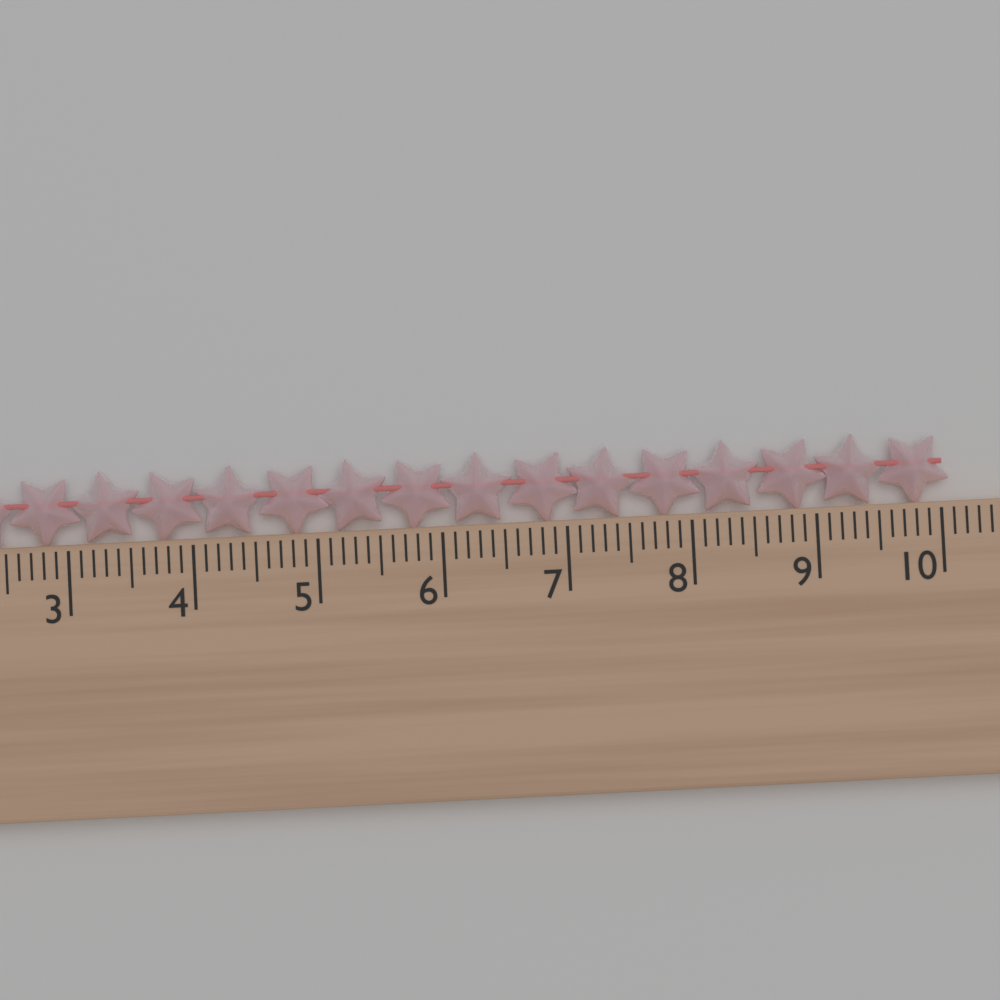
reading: 10.1 cm
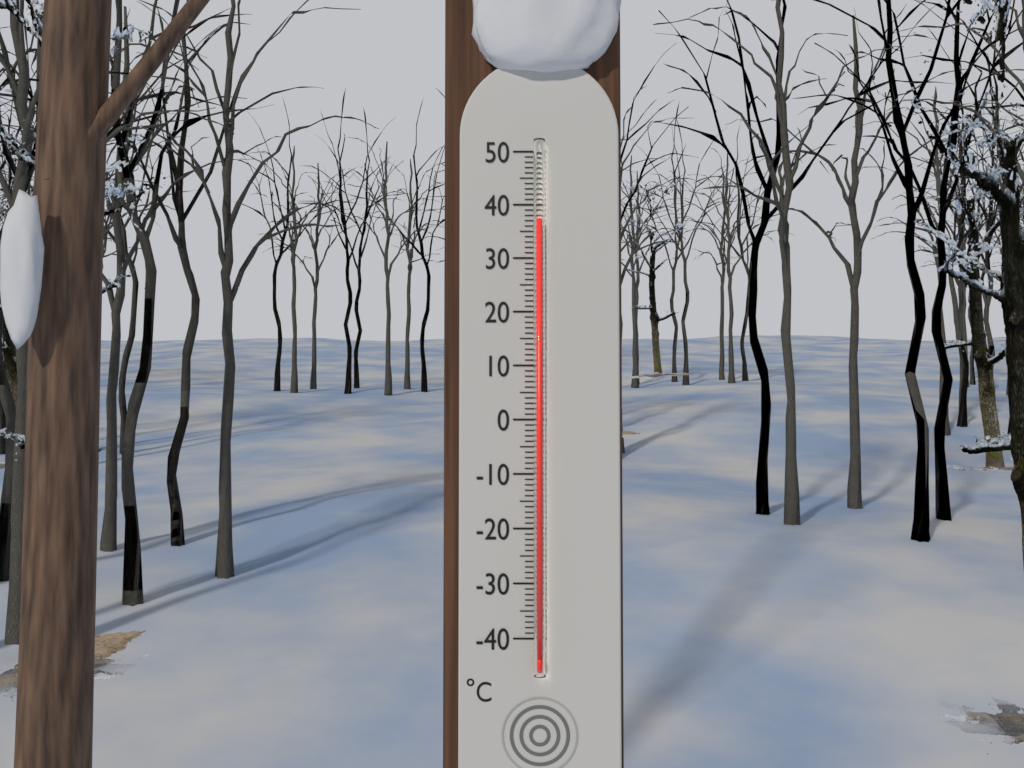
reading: 37 °C
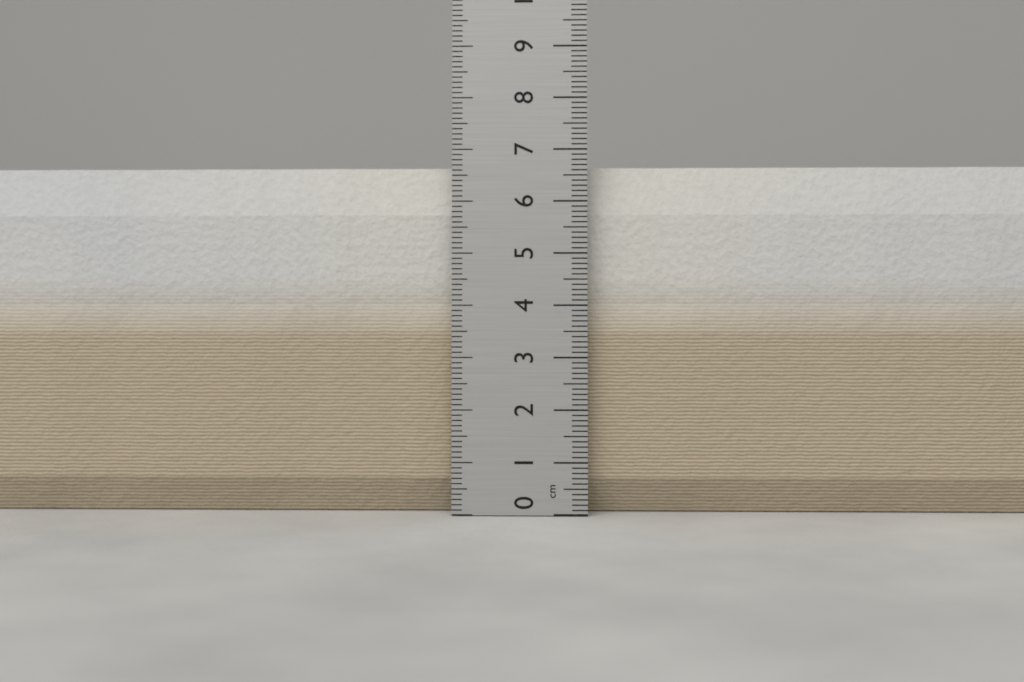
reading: 6.7 cm
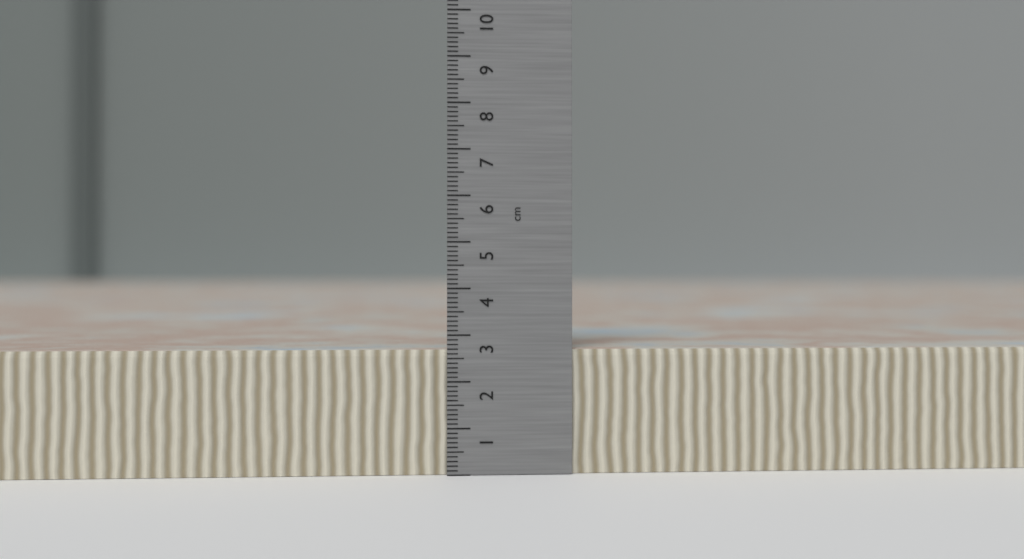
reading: 2.7 cm
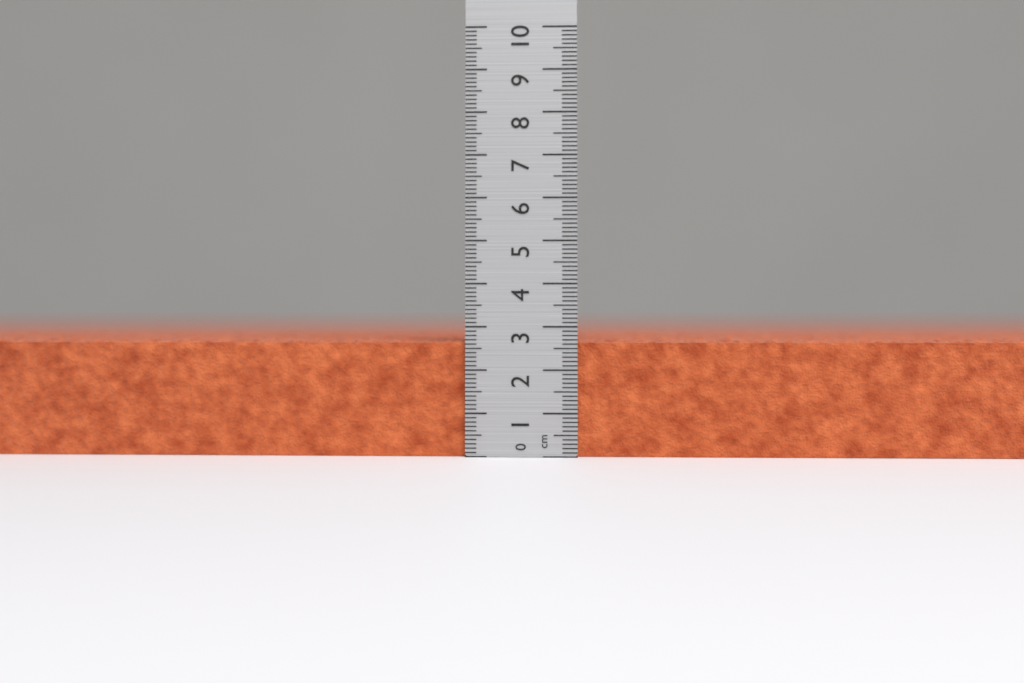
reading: 2.7 cm
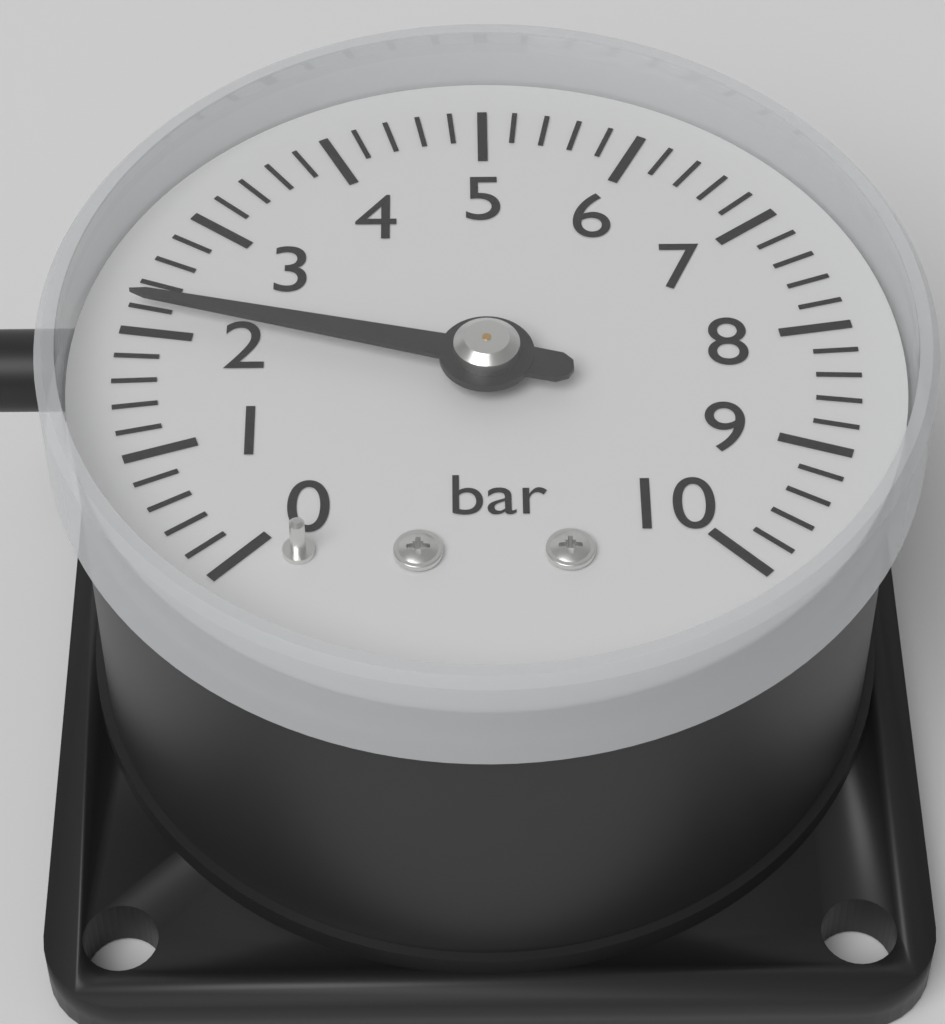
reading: 2.2 bar
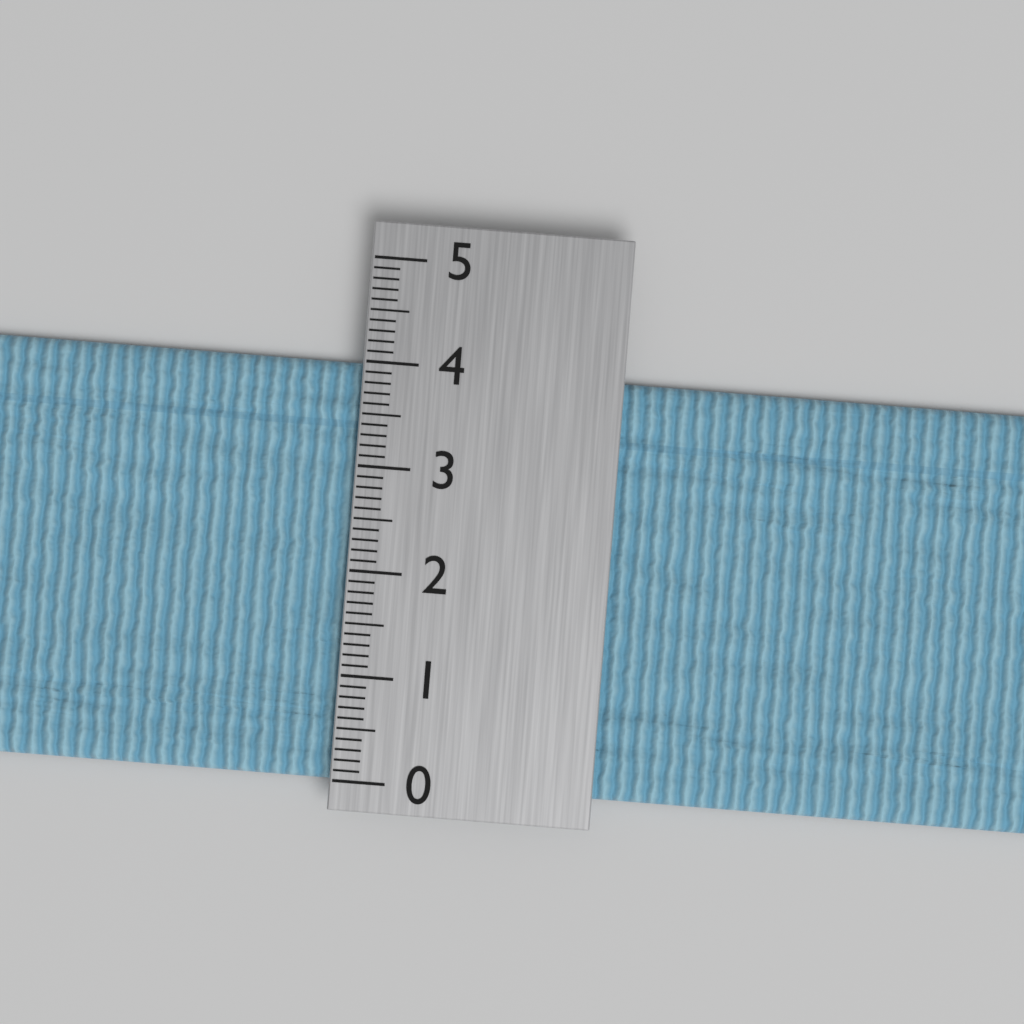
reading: 4.0 (no unit)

== EXERCISE GOAL ==
Skip every picture, and give the rest of the material above again exactly.

== SOLVED EXERCISE ==
reading: 10.1 cm
reading: 37 °C
reading: 6.7 cm
reading: 2.7 cm
reading: 2.7 cm
reading: 2.2 bar
reading: 4.0 (no unit)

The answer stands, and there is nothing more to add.